Sunday, January 22, 2006

Arcades

(We reprint Carl Abbott's recent editorial in the SHT)

Trees, not looming arcades, are best for Sarasota's downtown

Recently the Herald-Tribune published an article on arcades, which are now allowed in Sarasota's downtown core. It is important to understand that under the Downtown Code (Building Design Standards) as presently written, arcades are allowed to have above them up to three floors of living area projecting out and covering our public sidewalks.

These arcades are not appropriate for the downtown core for a number of reasons and specifically not for Main Street, which is very narrow.

Arcades can be appropriate, but only when the width of the street is generous enough in relationship to the height of the buildings along the street. For Sarasota, the main reason for allowing these four-story structures over the public sidewalk was to visually reduce the scale of the 10-story structures that can be built along Main Street. However, given Main's narrow width, a tunnel effect is being created. Trees along Main Street are the ideal solution for visually reducing the scale of the taller buildings.An advantage of arcades for Sarasota, we are told, is that the arcades will block sun.

Again, the existing trees give a much better solution of filtered sunlight and allow the sun when we want it in the winter. The arcades not only block the sun, they create dark, shadowed areas with poor security and limited visibility to shop windows. They also create wind tunnels. Where arcades are installed existing trees must be removed; we could lose most of the trees on Main.

The Tunnel Effect: We can see this starting to happen -- realize that the full run of Main Street can have 10-story buildings. Go to Main between the Orange Blossom Hotel and Epicure Café and look toward Five Points. The 1350 Main St. high-rise condo has constructed its four-story arcade over the sidewalk. Imagine this same configuration extending up both sides of Main with a very limited number of trees remaining.

Arcades are not only opposed by the "Save Our Sarasota" group; they are also opposed by a number of professional groups, including the Gulf Coast Chapter of the American Institute of Architects' Government Affairs Committee, the Sarasota Architectural Foundation and architects from all over Florida who took part in a charrette on this Sarasota Downtown Code.Currently, arcades pose a strong incentive for developers to gain extra square footage over our sidewalks. Under the current code every building is required to have a 12-foot setback (recess) for all levels above the fourth floor. Building an arcade on Main Street, where the sidewalks are 12 feet wide, would give a developer an advantage, as most of this required 12-foot setback is over our public sidewalk and has little effect on the marketable area of the main building. With a building without an arcade, the result is a significant loss of marketable square footage. The code, in effect, penalizes building proposals without arcades and rewards developments that incorporate arcades over our public sidewalks.

As an architect and planner, I have worked in Sarasota for more than 40 years, and I welcome positive, creative changes that can happen here. I have taught planning and architecture in a number of universities, including Harvard's Graduate School, and I am fully aware that to become a vibrant small city, we must have a dense urban core.

However, arcades should not be allowed in our downtown, as they compromise the quality of streets -- as with our Main Street.The city commissioners said the Downtown Code is open to change. I understand that the commissioners are concerned with the stark building condition that is happening along Fruitville Road, our main downtown connector corridor, and that they are considering widening the sidewalk and planting trees. I applaud them for recognizing the problem and taking action.Arcades now allowed on Main Street would create a similar, greatly magnified, stark/harsh condition that should be stopped now.

We have in our small city an amazing number of exciting and creative arts. Our built environment can also be exciting and creative. Downtown can be a vibrant, alive urban space filled with people, trees and sunlight -- an exciting environment that our children and grandchildren can enjoy.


* _TRY IT_: Lines below that include the word "circle" should each be copied.

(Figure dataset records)
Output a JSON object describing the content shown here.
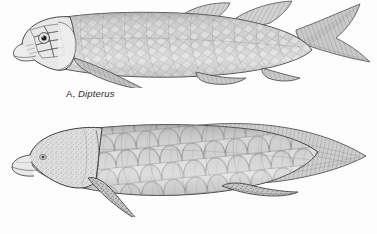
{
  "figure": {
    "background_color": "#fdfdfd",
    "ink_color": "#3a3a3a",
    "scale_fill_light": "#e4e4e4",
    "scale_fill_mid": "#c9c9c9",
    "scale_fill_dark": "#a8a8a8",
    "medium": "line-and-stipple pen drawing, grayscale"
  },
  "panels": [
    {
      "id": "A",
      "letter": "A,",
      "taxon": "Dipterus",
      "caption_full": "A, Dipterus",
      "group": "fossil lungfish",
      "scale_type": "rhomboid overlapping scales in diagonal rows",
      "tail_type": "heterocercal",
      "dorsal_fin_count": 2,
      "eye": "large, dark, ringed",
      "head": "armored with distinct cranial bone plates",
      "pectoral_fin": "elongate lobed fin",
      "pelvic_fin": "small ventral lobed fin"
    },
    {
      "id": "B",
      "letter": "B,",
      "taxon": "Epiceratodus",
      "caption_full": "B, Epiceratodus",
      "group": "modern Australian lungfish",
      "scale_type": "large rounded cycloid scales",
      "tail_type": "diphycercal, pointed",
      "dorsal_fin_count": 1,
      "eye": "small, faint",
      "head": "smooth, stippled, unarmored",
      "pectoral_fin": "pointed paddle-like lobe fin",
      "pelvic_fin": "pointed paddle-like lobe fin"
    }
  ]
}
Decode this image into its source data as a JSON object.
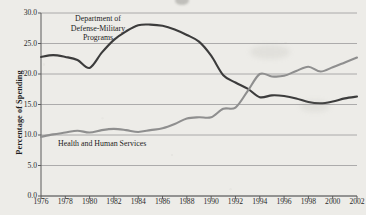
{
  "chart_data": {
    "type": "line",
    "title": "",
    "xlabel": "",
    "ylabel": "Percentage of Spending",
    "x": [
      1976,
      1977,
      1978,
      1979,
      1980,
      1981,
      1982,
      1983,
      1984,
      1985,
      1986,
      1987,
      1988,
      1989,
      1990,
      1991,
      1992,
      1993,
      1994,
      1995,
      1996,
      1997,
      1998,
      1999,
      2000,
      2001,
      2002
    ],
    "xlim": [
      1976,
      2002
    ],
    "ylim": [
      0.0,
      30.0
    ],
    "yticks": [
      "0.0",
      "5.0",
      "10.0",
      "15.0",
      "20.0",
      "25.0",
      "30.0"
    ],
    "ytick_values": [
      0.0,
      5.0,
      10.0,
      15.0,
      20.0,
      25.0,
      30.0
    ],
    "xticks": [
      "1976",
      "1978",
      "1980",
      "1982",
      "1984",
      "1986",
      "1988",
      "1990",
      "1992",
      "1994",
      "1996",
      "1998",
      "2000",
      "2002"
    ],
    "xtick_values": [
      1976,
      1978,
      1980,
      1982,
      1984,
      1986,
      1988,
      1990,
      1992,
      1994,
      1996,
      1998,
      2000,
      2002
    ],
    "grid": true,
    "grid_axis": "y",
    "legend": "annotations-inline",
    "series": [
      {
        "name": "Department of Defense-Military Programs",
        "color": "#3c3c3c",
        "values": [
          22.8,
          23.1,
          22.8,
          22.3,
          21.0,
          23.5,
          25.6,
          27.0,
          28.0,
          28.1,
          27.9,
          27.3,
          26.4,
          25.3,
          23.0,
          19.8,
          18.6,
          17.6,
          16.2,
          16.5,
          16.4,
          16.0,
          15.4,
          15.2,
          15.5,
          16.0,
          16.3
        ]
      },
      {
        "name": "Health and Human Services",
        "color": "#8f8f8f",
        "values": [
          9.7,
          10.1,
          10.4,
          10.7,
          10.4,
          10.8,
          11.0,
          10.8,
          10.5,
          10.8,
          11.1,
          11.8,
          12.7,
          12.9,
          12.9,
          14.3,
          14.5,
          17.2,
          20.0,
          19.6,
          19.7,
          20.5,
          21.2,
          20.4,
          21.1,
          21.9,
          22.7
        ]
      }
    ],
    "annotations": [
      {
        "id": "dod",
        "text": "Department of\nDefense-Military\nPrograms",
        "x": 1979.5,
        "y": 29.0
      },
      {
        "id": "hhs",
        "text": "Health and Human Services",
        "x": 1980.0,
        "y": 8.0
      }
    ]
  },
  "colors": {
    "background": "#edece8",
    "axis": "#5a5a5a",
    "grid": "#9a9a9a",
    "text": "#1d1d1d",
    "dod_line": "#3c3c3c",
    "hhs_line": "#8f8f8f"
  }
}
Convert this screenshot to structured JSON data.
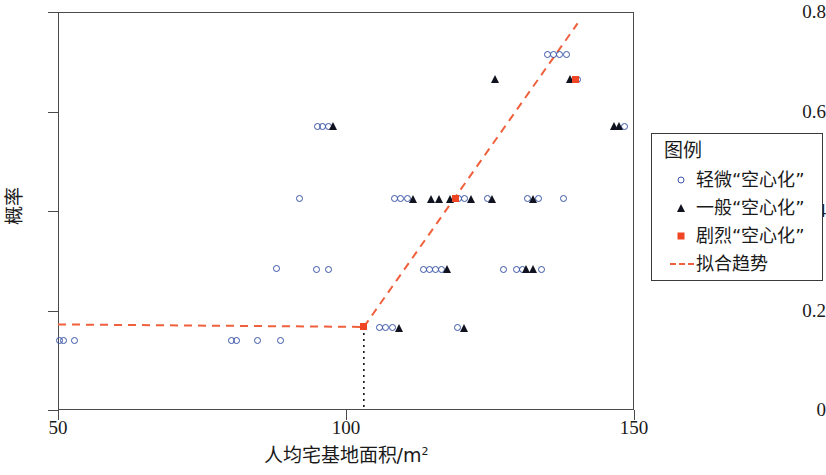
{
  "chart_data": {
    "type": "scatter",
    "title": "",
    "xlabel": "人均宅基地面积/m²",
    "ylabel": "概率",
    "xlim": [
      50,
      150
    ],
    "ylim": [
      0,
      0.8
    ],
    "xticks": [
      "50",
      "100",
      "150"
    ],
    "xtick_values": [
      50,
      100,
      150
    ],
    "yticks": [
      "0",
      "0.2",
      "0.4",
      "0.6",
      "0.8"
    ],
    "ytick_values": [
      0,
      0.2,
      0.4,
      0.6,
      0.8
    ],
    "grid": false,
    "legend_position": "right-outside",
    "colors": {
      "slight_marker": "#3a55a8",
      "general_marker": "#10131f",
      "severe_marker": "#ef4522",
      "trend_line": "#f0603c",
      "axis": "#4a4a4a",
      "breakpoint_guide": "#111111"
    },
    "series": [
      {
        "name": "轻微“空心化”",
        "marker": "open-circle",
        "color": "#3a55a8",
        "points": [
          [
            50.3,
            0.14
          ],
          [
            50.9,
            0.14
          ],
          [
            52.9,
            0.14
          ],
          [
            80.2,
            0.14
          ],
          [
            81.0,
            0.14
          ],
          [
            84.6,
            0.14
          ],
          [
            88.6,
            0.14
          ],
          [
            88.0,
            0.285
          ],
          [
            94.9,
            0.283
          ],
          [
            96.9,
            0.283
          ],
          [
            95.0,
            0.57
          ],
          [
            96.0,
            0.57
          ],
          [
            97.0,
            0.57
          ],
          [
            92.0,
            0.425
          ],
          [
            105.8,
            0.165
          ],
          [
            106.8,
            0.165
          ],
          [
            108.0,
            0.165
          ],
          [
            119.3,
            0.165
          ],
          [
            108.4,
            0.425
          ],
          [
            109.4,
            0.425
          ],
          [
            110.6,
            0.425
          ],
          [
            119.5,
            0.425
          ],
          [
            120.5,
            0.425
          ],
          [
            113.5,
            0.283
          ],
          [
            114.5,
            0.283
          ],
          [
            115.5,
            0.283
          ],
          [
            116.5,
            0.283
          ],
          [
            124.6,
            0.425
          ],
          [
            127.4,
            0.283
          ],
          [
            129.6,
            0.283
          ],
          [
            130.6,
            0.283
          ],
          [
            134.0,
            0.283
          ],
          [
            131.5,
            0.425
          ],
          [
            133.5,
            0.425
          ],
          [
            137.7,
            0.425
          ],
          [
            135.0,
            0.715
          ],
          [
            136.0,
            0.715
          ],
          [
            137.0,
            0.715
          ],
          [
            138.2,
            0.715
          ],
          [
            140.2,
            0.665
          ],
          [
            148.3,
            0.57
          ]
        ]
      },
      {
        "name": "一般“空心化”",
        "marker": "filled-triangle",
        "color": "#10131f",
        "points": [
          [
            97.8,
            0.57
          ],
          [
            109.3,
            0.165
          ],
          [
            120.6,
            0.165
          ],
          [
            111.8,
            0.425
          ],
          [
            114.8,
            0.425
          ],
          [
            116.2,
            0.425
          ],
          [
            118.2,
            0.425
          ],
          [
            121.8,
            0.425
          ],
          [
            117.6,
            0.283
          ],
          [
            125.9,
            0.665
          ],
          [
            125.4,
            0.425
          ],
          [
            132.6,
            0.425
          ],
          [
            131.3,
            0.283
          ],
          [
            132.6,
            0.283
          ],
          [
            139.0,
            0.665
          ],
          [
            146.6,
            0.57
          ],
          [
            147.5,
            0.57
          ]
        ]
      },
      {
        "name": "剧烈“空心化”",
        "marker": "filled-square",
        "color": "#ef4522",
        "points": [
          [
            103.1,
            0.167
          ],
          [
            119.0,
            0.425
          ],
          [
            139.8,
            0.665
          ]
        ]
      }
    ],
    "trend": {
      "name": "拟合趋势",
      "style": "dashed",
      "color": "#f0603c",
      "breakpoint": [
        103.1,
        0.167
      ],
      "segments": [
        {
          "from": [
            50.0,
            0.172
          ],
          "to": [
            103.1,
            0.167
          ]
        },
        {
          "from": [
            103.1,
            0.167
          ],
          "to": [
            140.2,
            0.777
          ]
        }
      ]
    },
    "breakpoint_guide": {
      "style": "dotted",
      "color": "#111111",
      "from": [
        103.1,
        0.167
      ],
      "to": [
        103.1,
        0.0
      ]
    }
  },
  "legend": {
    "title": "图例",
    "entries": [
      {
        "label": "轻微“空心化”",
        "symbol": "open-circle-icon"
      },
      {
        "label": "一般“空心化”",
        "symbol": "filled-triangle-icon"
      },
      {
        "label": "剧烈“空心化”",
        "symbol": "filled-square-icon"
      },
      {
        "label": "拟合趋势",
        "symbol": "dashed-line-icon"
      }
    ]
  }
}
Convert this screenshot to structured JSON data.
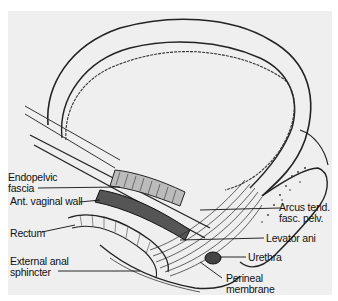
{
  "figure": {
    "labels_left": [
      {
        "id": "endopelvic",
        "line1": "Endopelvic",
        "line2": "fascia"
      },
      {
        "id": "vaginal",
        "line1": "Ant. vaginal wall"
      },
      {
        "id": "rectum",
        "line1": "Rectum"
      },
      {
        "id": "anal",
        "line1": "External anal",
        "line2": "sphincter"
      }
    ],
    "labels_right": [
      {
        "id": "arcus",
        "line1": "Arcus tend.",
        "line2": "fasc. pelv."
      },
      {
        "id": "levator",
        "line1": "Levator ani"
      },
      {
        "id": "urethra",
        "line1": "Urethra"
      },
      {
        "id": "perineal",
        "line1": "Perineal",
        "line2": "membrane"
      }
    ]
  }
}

* _FINISHED EXERCISE_:
        "marker": "open-circle",
        "symbol": "open-circle-icon"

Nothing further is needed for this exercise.